What makes the number 30% absurd out of curiosity? What is a non-absurd amount to charge, and who decides that?
Epic’s Battle With Apple and Google Actually Dates Back to Pac-Man - Bloomberg -8/19/20
"A 30% fee from the age of cartridges is at the heart of its fight with the giant gatekeepers of mobile gaming."
Epic Games Inc. is out to prove it’s worthy of its name. It’s in a massive fight with Apple Inc. and Google over the 30% cut that both companies take from game revenues on their platforms. Epic contends that the fee is both outdated and unfair. The revenue split has its roots in 1980s Japan and the era of chunky cartridges and primitive consoles. Now it’s being questioned by game makers such as Epic across the global developer community.

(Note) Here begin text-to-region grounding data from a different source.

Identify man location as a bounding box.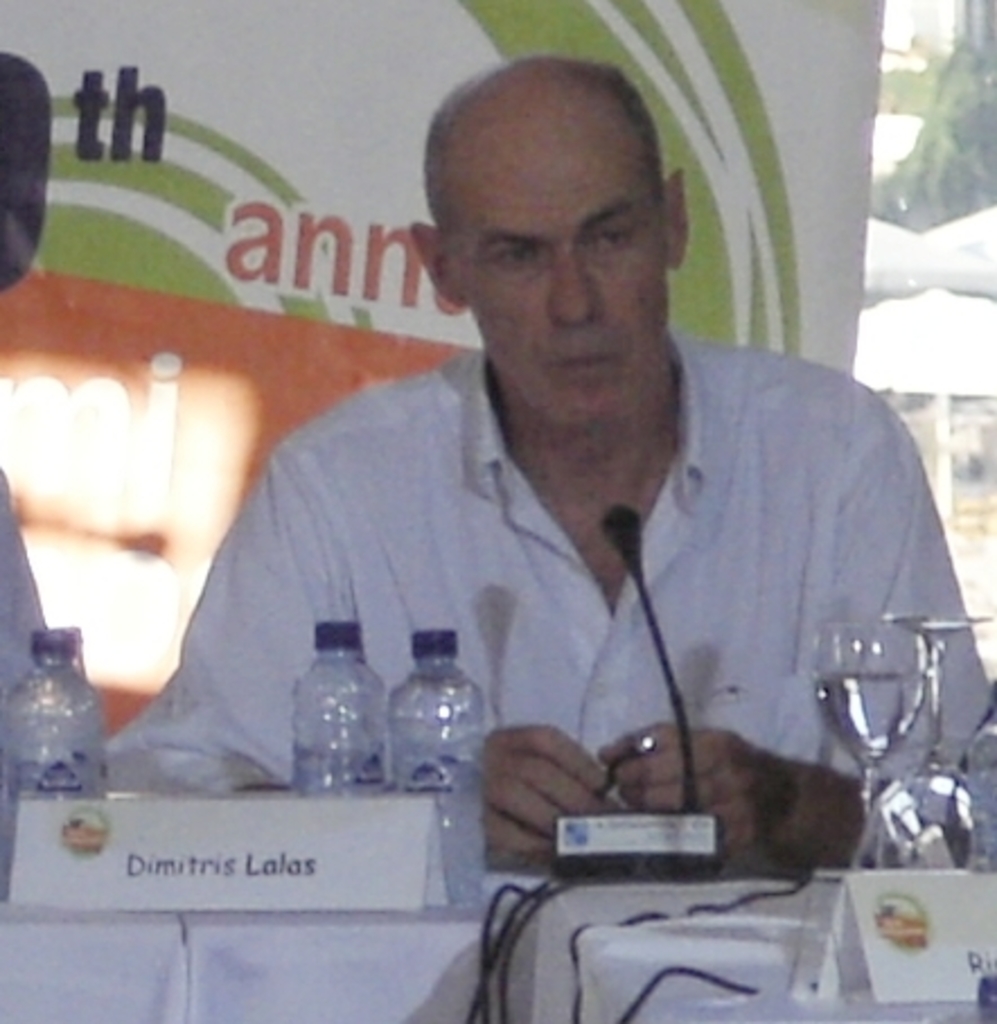
{"left": 135, "top": 63, "right": 965, "bottom": 965}.
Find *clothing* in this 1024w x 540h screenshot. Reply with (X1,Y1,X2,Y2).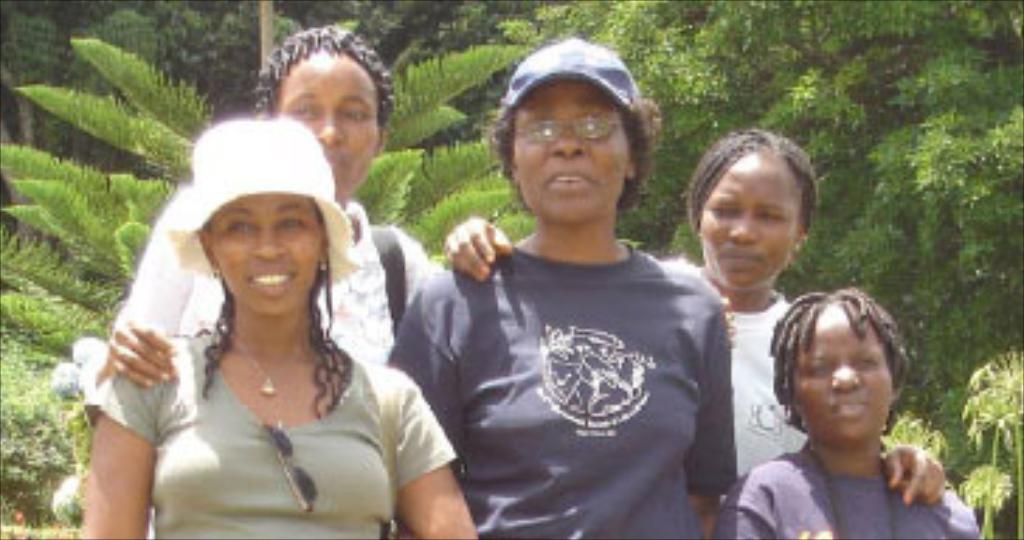
(87,321,461,537).
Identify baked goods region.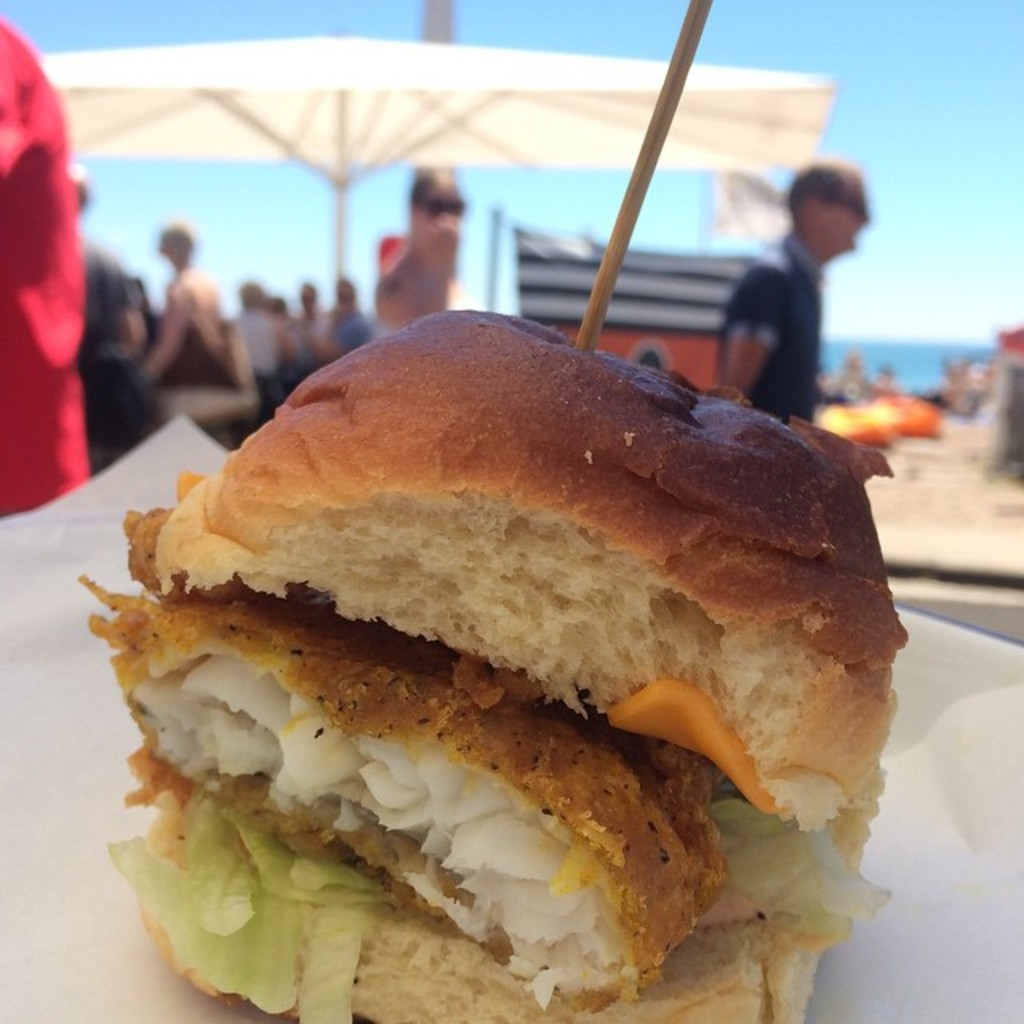
Region: pyautogui.locateOnScreen(133, 306, 806, 1023).
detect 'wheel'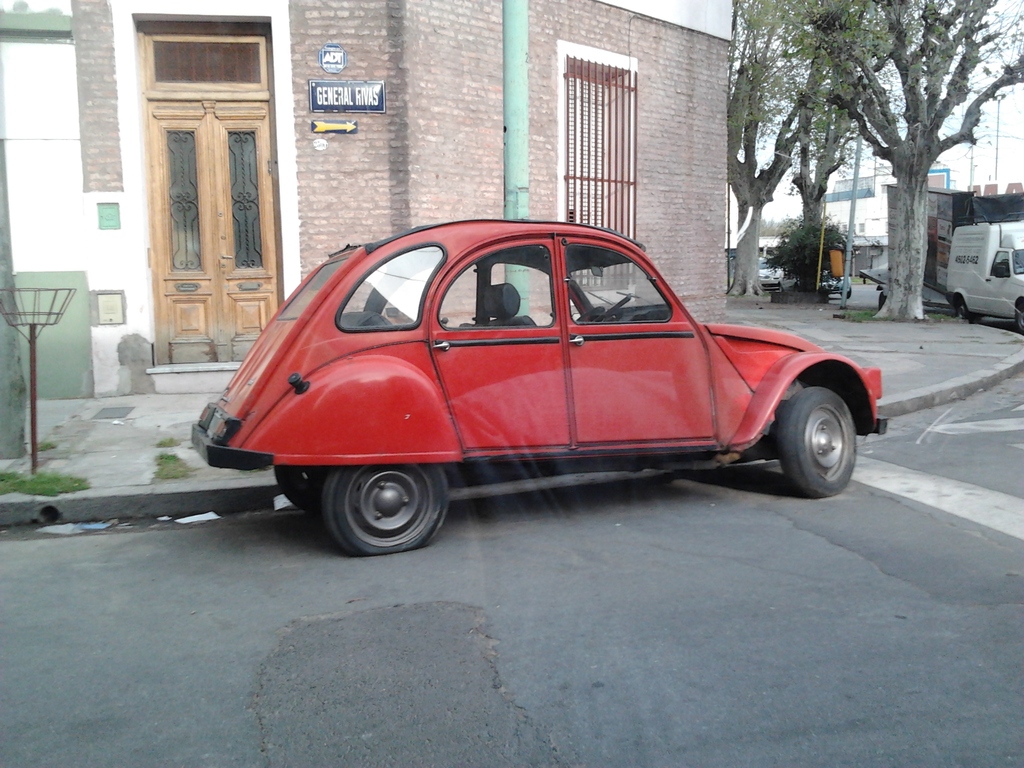
select_region(314, 465, 452, 548)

The so-called platform “tax” dictates the distribution of vast sums of money. Epic’s own Fortniteis estimated to generate in excess of $1 billion annuallyfrom in-game cosmetics and extras. The company’s protest against the giants escalated when it gave Fortnite users the option to buy the add-ons directly—which would cut Apple and Alphabet Inc.-run Google out of the transaction. That prompted Fortnite’s removal from both the iPhone’s App Store and the Android Play Store.
But what was the 30% supposed to pay for in the first place? It was the Nintendo Entertainment System that first introduced the platform fee in the early 1980s. It began when Namco Ltd., the creator of Pac-Man and a major provider of arcade games at the time, wanted to expand its distribution via Nintendo’s nascent console—called the Famicom when it was released in 1983 in Japan. Namco got together with another game maker, Hudson Soft Co. (creator of Bomberman), to persuade Nintendo Co. to open its platform to outside software makers, according to Hisakazu Hirabayashi, an independent industry consultant.

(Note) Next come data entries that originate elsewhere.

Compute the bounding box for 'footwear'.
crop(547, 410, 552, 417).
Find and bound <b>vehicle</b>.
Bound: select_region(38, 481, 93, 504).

Both were eager to be on Nintendo’s popular console, but Hudson couldn’t make its own cartridges, according to Hirabayashi. And so Namco proposed paying Nintendo a 10% licensing fee to be able to be on the console while Hudson paid an additional 20% for Nintendo to make its game cartridges. Nintendo agreed—and that two-component fee, licensing and manufacturing, became the basis of today’s 30% “tax.”
So let's all blame Nintendo for this mess!